How MED12L-linked DNA switches affect infant megakaryoblastic leukemia
Role of MED12L- Associated Chromatin Enhancers in Pediatric Acute Megakaryoblastic Leukemia
This work tests whether MED12L-related changes in DNA regulation drive aggressive megakaryoblastic leukemia in infants and young children.
Quick facts
| Grant type | NIH-funded research |
|---|---|
| Study type | NIH-funded research |
| Funding institution | Arkansas Children's Hospital Res Inst NIH-funded |
| Lab location | 1 site (Little Rock, United States) |
| Project ID | NIH-11171808 on NIH RePORTER |
What this research studies
From a parent's point of view, researchers are studying leukemia cells from infants and toddlers with a specific ETO2-GLIS2 gene fusion to see how MED12L-associated enhancer regions change the way genes are turned on. They will map active enhancer regions (including super-enhancers), examine chromatin architecture, and use genomic and molecular lab experiments in patient samples and model systems to trace how the fusion reshapes DNA control. The team aims to pinpoint the molecular switches that make this leukemia treatment-resistant and likely to relapse, with the long-term goal of guiding targeted therapies.

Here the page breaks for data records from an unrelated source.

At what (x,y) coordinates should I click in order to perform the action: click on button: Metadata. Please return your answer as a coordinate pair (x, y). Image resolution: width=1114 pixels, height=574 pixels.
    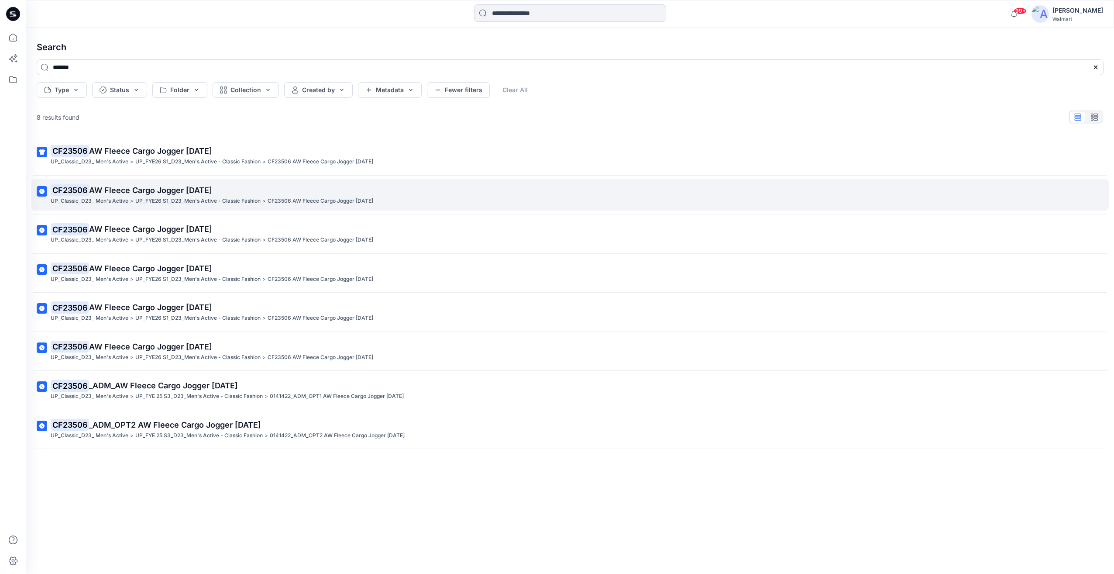
    Looking at the image, I should click on (390, 90).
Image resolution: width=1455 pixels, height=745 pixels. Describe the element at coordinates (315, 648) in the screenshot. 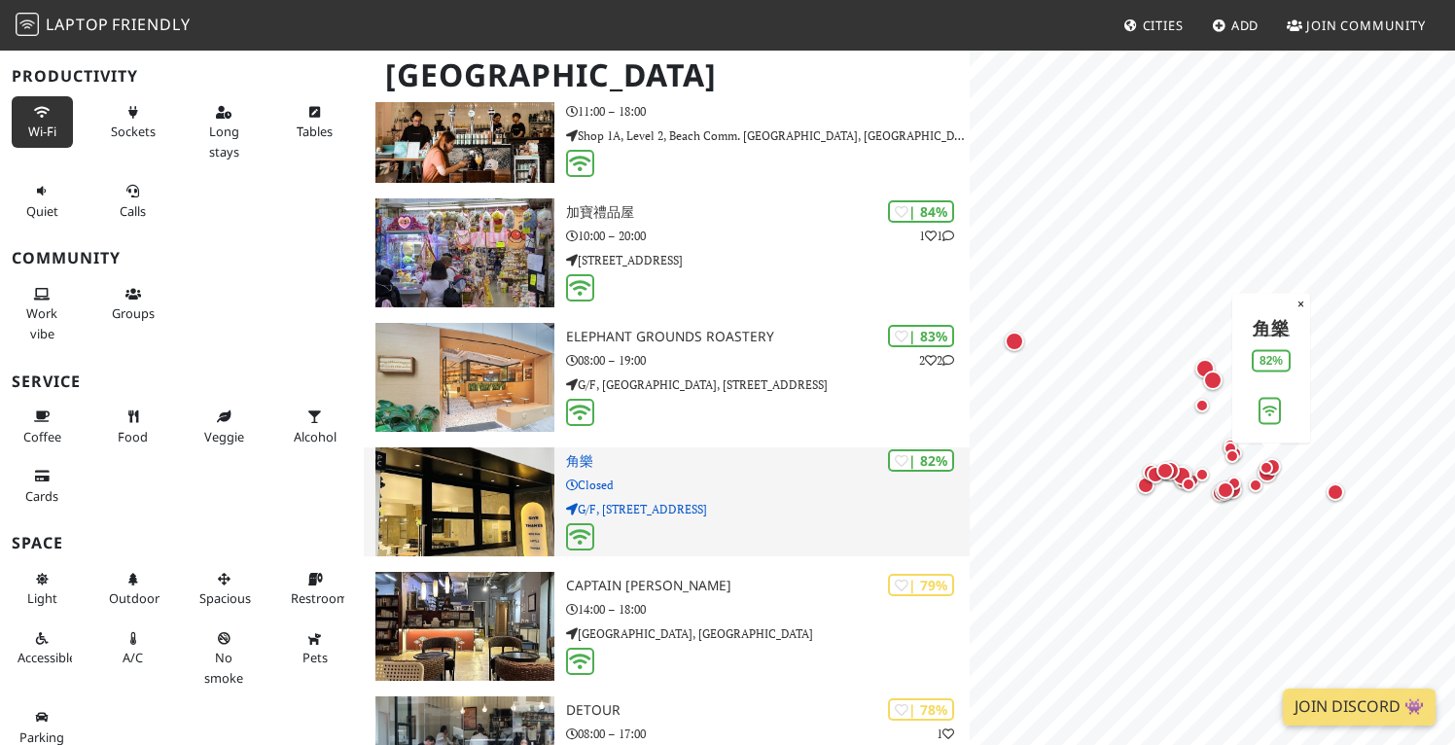

I see `button: Pets` at that location.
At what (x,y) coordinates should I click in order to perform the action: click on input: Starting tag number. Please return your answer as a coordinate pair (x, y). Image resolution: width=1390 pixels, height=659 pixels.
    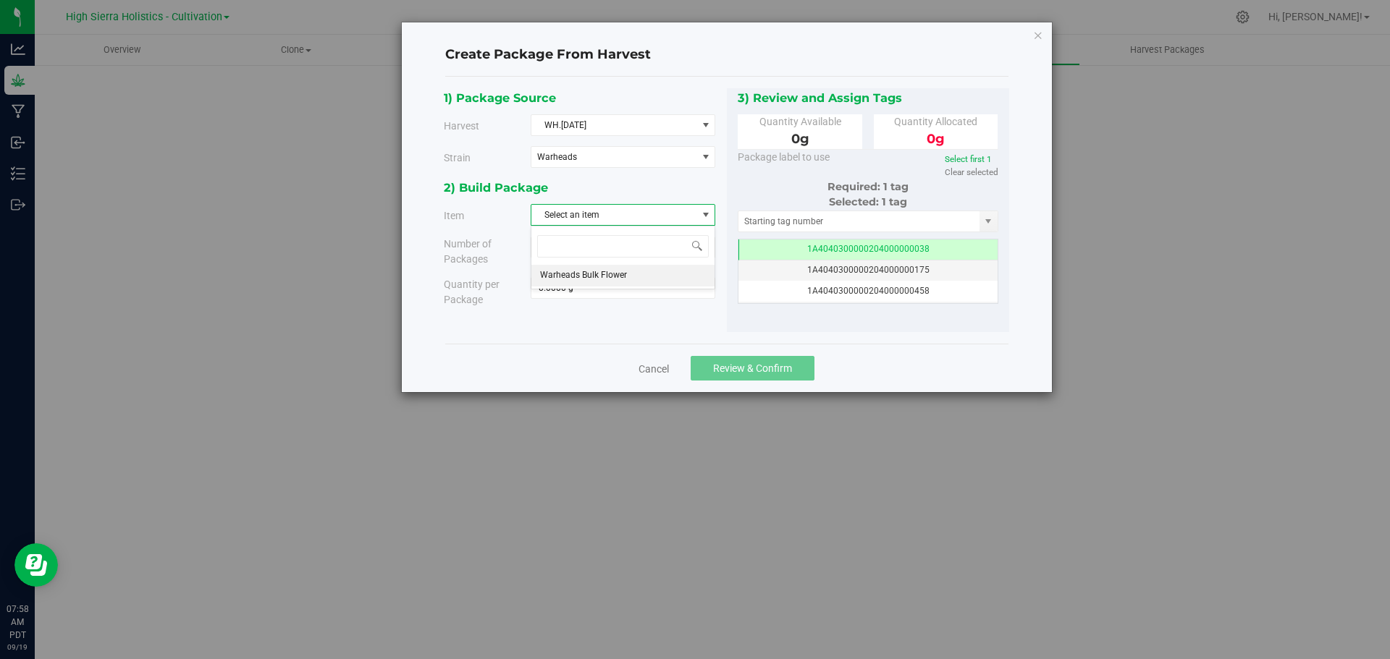
    Looking at the image, I should click on (859, 222).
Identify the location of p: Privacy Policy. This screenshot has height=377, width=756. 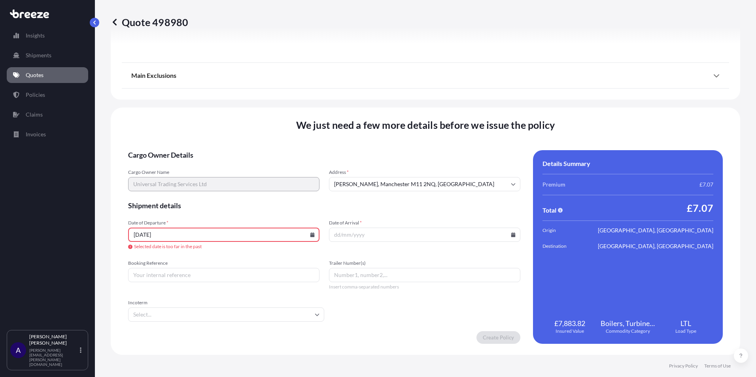
(683, 366).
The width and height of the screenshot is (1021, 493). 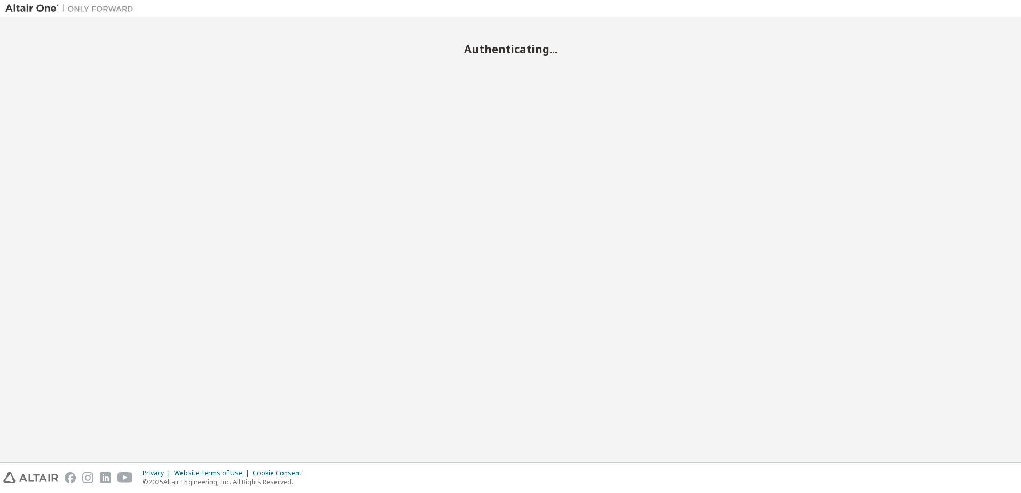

Who could benefit from this research
Good fit: Ideal candidates would be infants and young children (especially under age 3) diagnosed with acute megakaryoblastic leukemia who have the ETO2-GLIS2 fusion or families willing to provide tumor samples for research.
Not a fit: Patients without the ETO2-GLIS2 fusion or those with unrelated leukemia subtypes or adult patients are unlikely to directly benefit from this specific work.
Why it matters
Potential benefit: If successful, this work could reveal new drug targets or biomarkers that lead to better, more precise treatments for infants with ETO2-GLIS2 acute megakaryoblastic leukemia.
How similar studies have performed: Previous studies have shown the ETO2-GLIS2 fusion and its connection to enhancer activity, but therapies that directly target these enhancer-driven mechanisms are still novel and unproven.
Where this research is happening
Little Rock, United States
- Arkansas Children's Hospital Res Inst — Little Rock, United States (Active)
Researchers
- Principal investigator: Roy Choudhury, Samrat — Arkansas Children's Hospital Res Inst
- Study coordinator: Roy Choudhury, Samrat
About this research
- This is an active NIH-funded research project — typically early-stage science, not a clinical trial accepting patient enrollment.
- Some NIH-funded labs run parallel clinical studies or seek volunteers for related work. To check, contact the principal investigator or institution listed above.
- For full project details, budget, and progress reports, visit the official NIH RePORTER page below.